During a recent National Press Club address, co-founder and entrepreneur Simon Holmes à Court explained the decision to fund independent campaigns, saying, “While a party MP is answerable to their faction, their party, their donors and their branch before they can attend to their constituents, a community-backed independent is answerable just to their community — no more, no less.”

So, with climate action front of mind, why aren’t the candidates running for the Greens? The answer comes down to two main factors: background and location.

When it comes to background, many of the Climate 200-endorsed candidates are actually former Liberal Party members or voters that have become disillusioned with the party’s trajectory and inaction on major issues.

For Allegra Spender, whose father and grandfather served as Liberal MPs at a federal level, the choice to run as an independent in Malcolm Turnbull’s former seat of Wentworth came down to the fact that “today’s Liberal Party is not the same party of my father and my grandfather.”

On location alone, almost all independent candidates can be found in affluent suburbs where the Greens Party vote tends to be historically low.

According to Professor Ian McAllister of the Australian National University, independents “tend to show up where there’s been an unpopular major representative of the party, that’s where high-profile independents can come along and really challenge them.”
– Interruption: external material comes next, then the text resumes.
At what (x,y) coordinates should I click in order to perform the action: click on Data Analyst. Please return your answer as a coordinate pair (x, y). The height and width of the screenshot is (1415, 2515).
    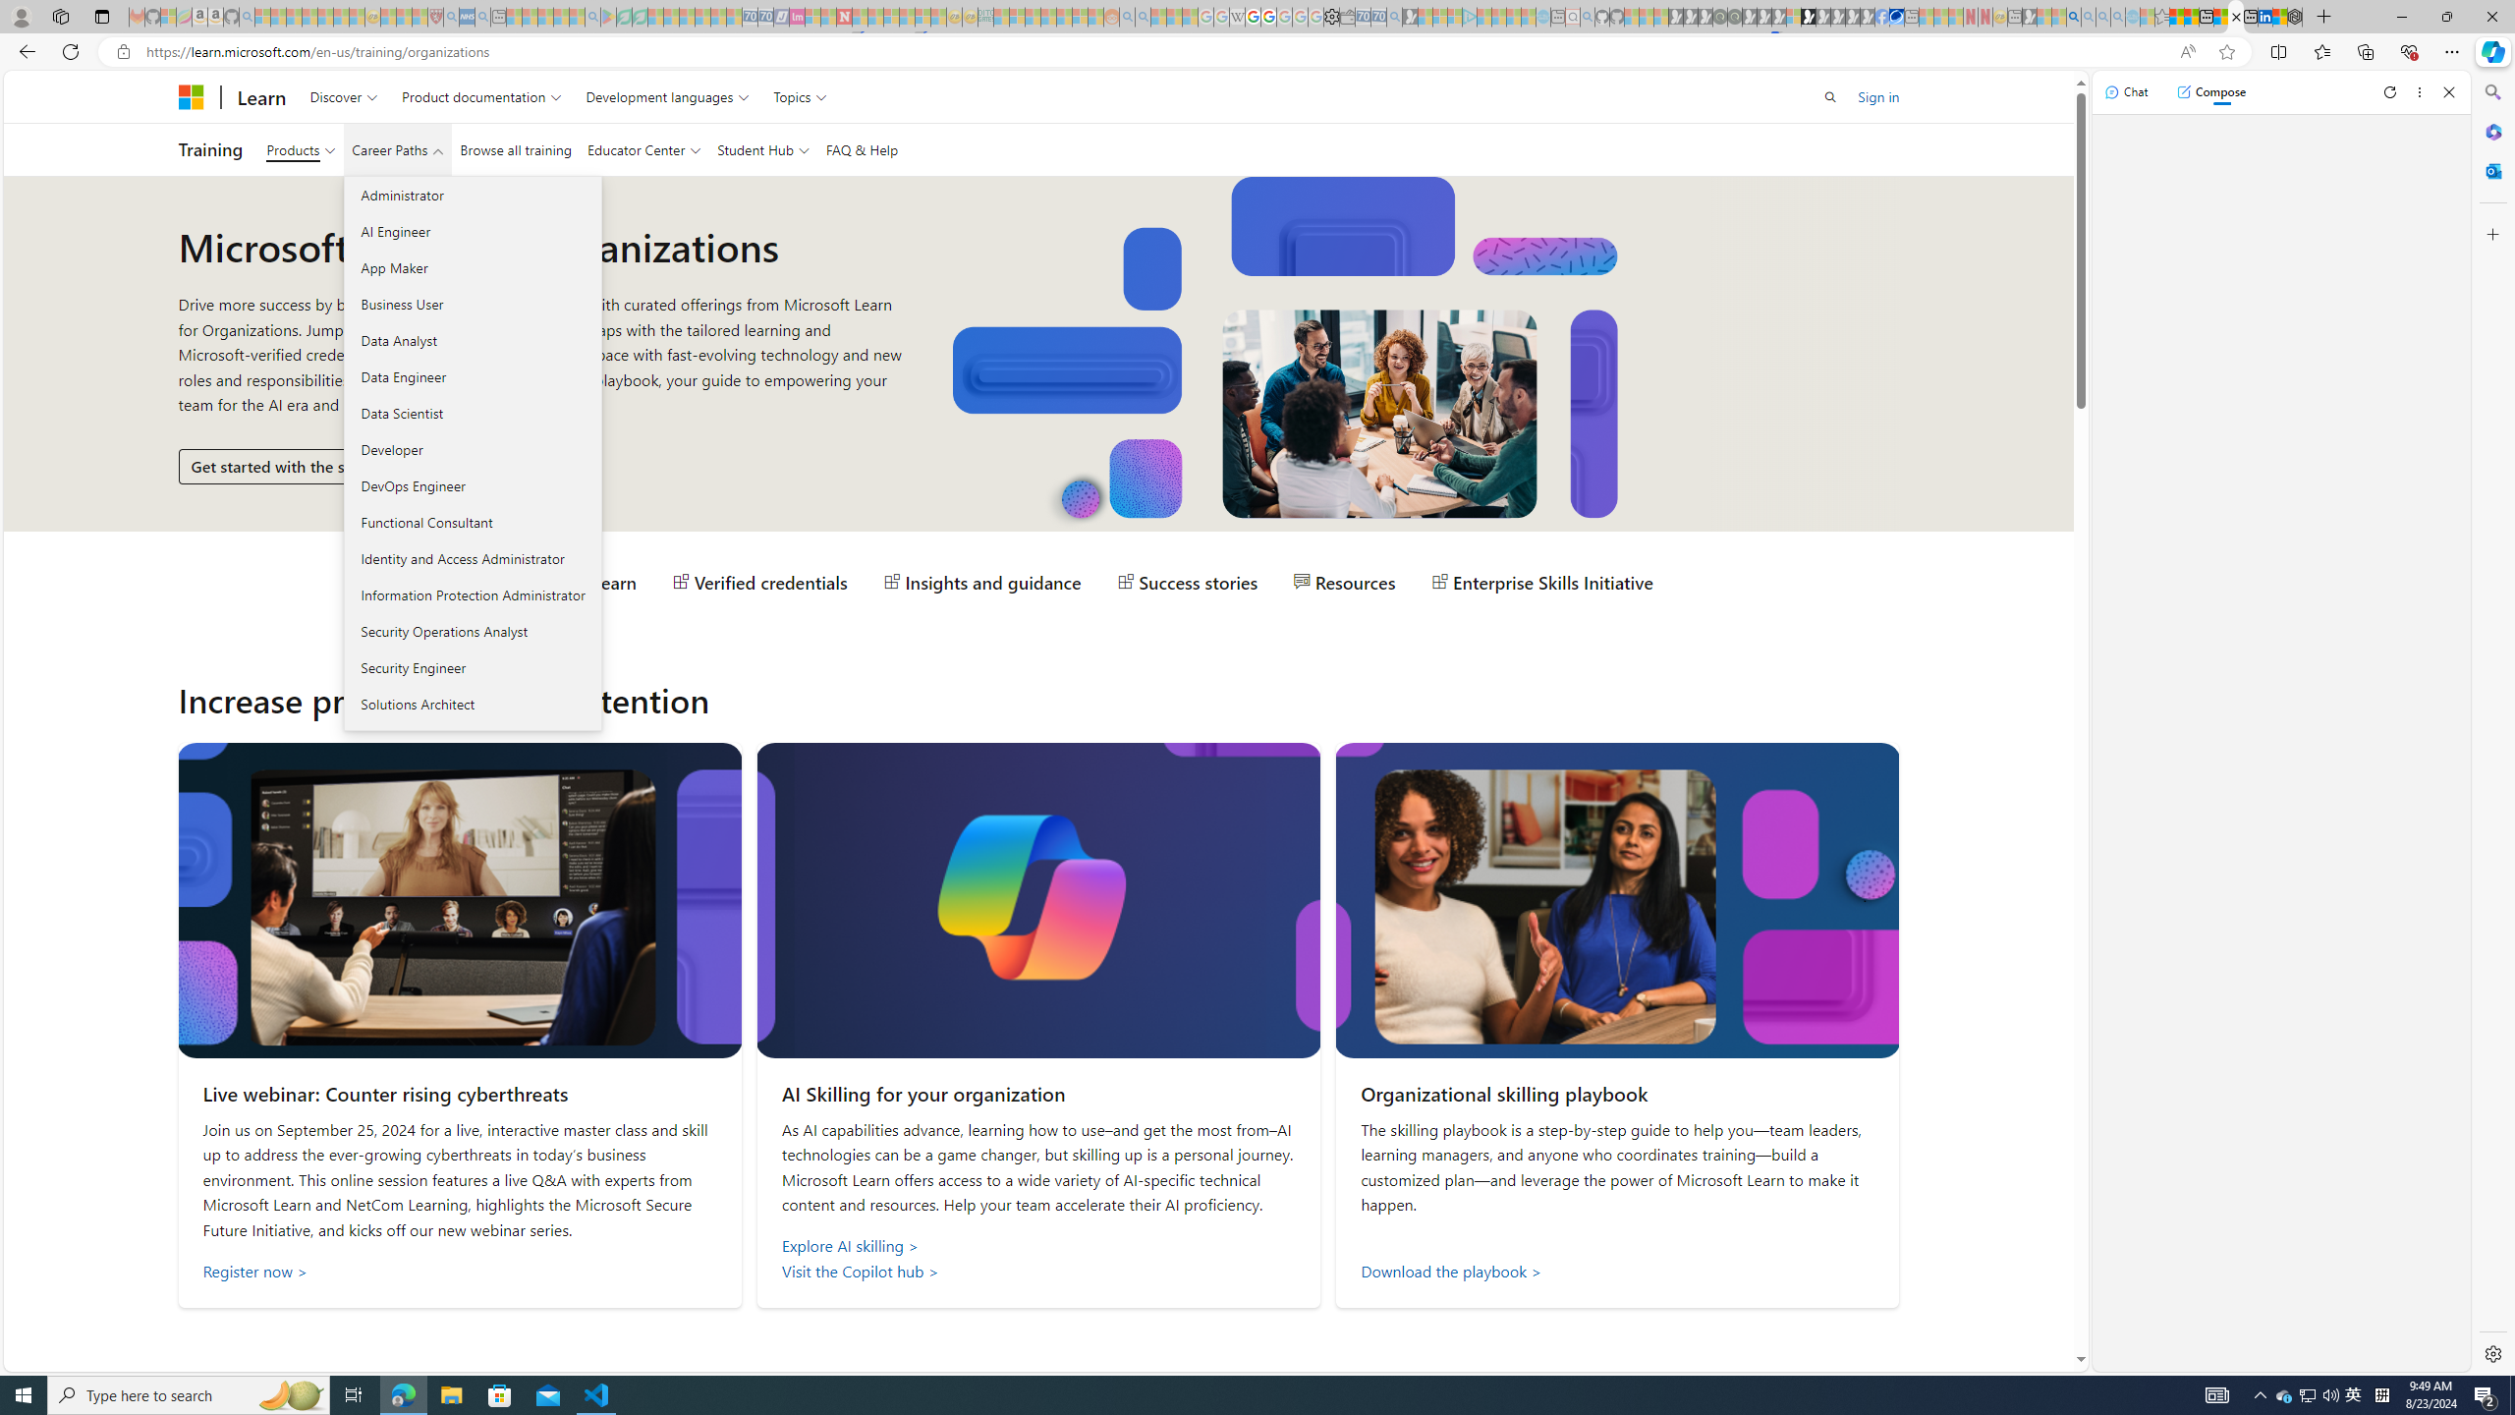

In the instance of Climate 200 backed independents, this observation rings true with candidates proving to be what Fay calls community leaders who are “accountable only to their communities.”

In the seat of North Sydney, Trent Zimmerman is running against Kylea Tink, a former Camp Quality and McGrath Foundation CEO. In Victoria, Tim Wilson is facing off against former ABC reporter Zoe Daniel in Goldstein, and Treasurer Josh Frydenberg is battling Dr Monique Ryan, a Director of Neurology at the Royal Children’s Hospital in Kooyong.

While unseating high profile MPs from historically safe seats might seem impossible, Climate 200’s strategy has proved to be a winning one. In 2019, their support saw independent Zali Steggall claim victory over former Prime Minister Tony Abbott in the seat of Warringah, an outcome few in the Coalition saw coming.

According to McAllister, though, the challenges faced by independent candidates making it across the finish line and into the House of Representatives are very real.

“The institutional barriers that independent candidates face are really quite considerable, which is why you don’t see many in the lower house. They tend to be much more likely to appear in the upper house, where there are a lot more minor parties as well.”

McAllister also notes that the election of independents is often less about their platform and more about sending a message to the government of the day.

“Typically the people who will vote for an independent are voting less on policy and more as a protest against the major parties; that’s always been the pattern,” McAllister says, adding, “people want integrity and trust, and they don’t see it in the current crop of leaders.”